Yes, there have been steady reports of Deng Xiaoping’s liberal economic reforms bringing economic improvements. But nothing had prepared me for the dynamism of the economy and the vitality of the people. Nor was I prepared for the total absence of interest in the Communist idea among the people and in the Government.

Unlike the Soviet Union, plastered with Marxist slogans and portraits of Lenin, China displays no sloganeering and only one outdoor portrait of Chairman Mao that I could see -- a relatively small picture facing the Chairman Mao Memorial Hall on Tian An Men Square. It is half the size of a Sony billboard down the street.

The Shanghai People’s Acrobatic Troupe has changed its name to Shanghai Acrobatic Troupe. When I suggested to a Government tour guide that perhaps the state will also change its name, to the Republic of China, he insisted this could happen "only for purposes of shortening."

The Communist Party is expelling all egalitarian opponents of the Government’s capitalist reforms -- that is, all known Communists are being purged from the party.

The China Daily, a Government-published English-language newspaper with an upbeat, free-enterprise flavor and Wall Street market news, reports that 70,000 private enterprises were registered in Shanghai alone last year -- an individual is now permitted to hire up to 11 employees.

The boom is evident in the cities and the countryside. It’s seen in the markets, with good produce plentiful and in shops, bulging with consumer goods and apparel that put Moscow's finest department stores to shame. It’s seen in the housing and building construction all about. Mostly, it’s seen in the briskness of the people, freed from the ideological penitentiary that the Soviet people still occupy, free to exploit their own energies and abilities in exchange for commensurate rewards.

The "responsibility system," involving "rights, duties and benefits," has effectively ended communal enterprises in favor of co-operatives. The co-ops are still called communes, but economic decision-making has shifted to the family unit. Families can join with other families and take responsibility for meeting the state’s quota, or tax, on a parcel of land. The group gets to keep the proceeds of any surplus and also has a degree of discretion on crops and livestock to be raised. An elected communal board decides on the portion of surplus that should go into capital investment. And workers supplement their income on private plots.

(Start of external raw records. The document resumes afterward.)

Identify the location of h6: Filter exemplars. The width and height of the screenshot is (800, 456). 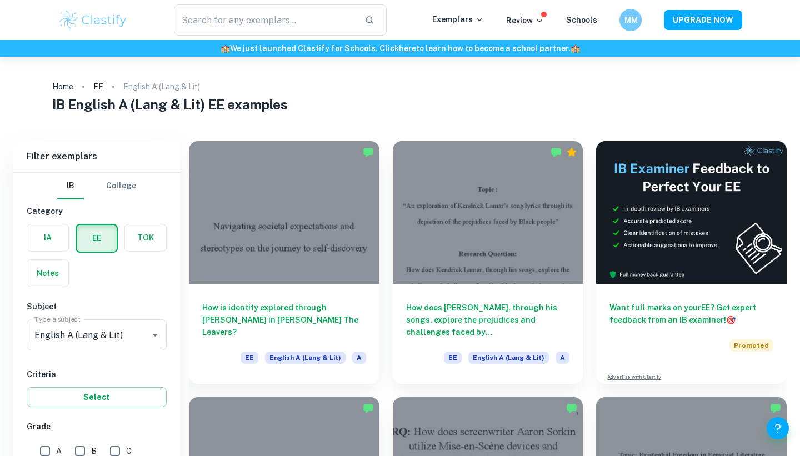
(97, 157).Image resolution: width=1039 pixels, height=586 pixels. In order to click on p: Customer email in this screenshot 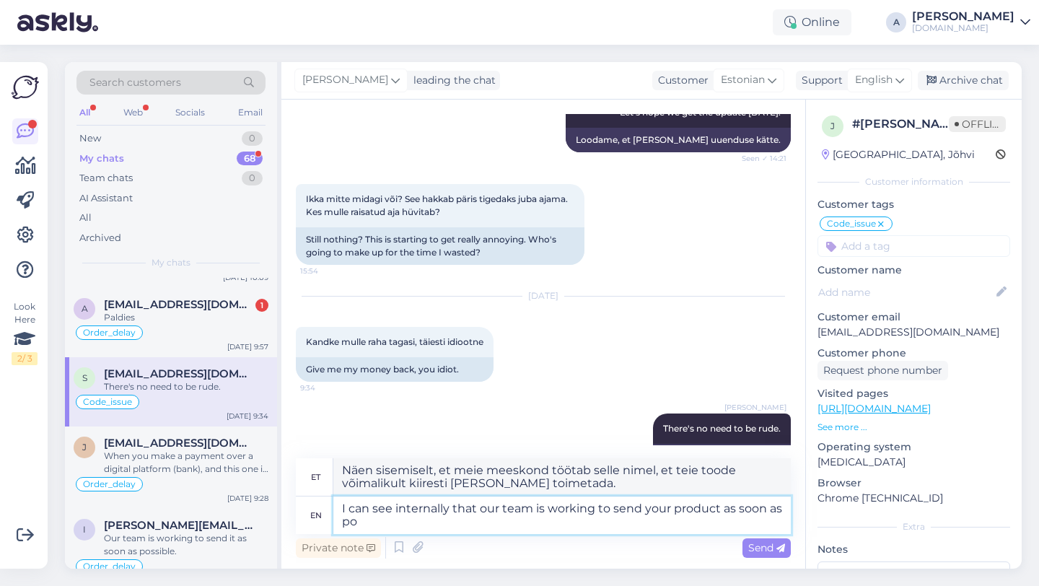, I will do `click(913, 317)`.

The responsibility system also seems to be working well in light industry and in retailing, where it’s possible for smaller groups to supervise the link between individual effort and reward. Shop clerks seem extraordinarily motivated -- they can earn up to four or five times the monthly wage in bonuses keyed to the profits of the state-owned shops.

The system hasn’t worked as well in heavy industry, and since 1978, when Mr. Deng began the incentives, several approaches have been tried and abandoned in the steel mills, chemical and auto plants. In these more complex state enterprises, effort and reward have to be balanced at several levels of capital and labor, to avoid inefficient taxing or subsidizing of either. The Government is still tinkering; a new incentive system was begun June 1, I heard.

All of this suggests that Deng Xiaoping’s goal of a $1 trillion gross national product by the year 2000, from the current $400 billion, is realistic. The goal almost seems too modest, given the likelihood that there will be 1.25 billion people by 2000, even if the current extremely low birth rate holds up.

Unfortunately, liberal economic reforms have not been matched by liberal political reforms. Mr. Deng is a capable political leader, but he’’s still a dictator. Students with whom I talked at universities in Peking and Shanghai had every reason to worry that, in the absence of democratic reforms, Mr. Deng would surely be succeeded by a less capable dictator.

Unless there are political channels that permit the masses of people to determine policy through their leaders, economic reforms can go only so far before new stagnation sets in. The Maoist reactionaries are waiting to say we told you so, to reassert their views through a power elite. Mr. Deng knows this, which is why the purge is on. Only a gamble on democracy can carry China to the economic goals Mr. Deng envisions.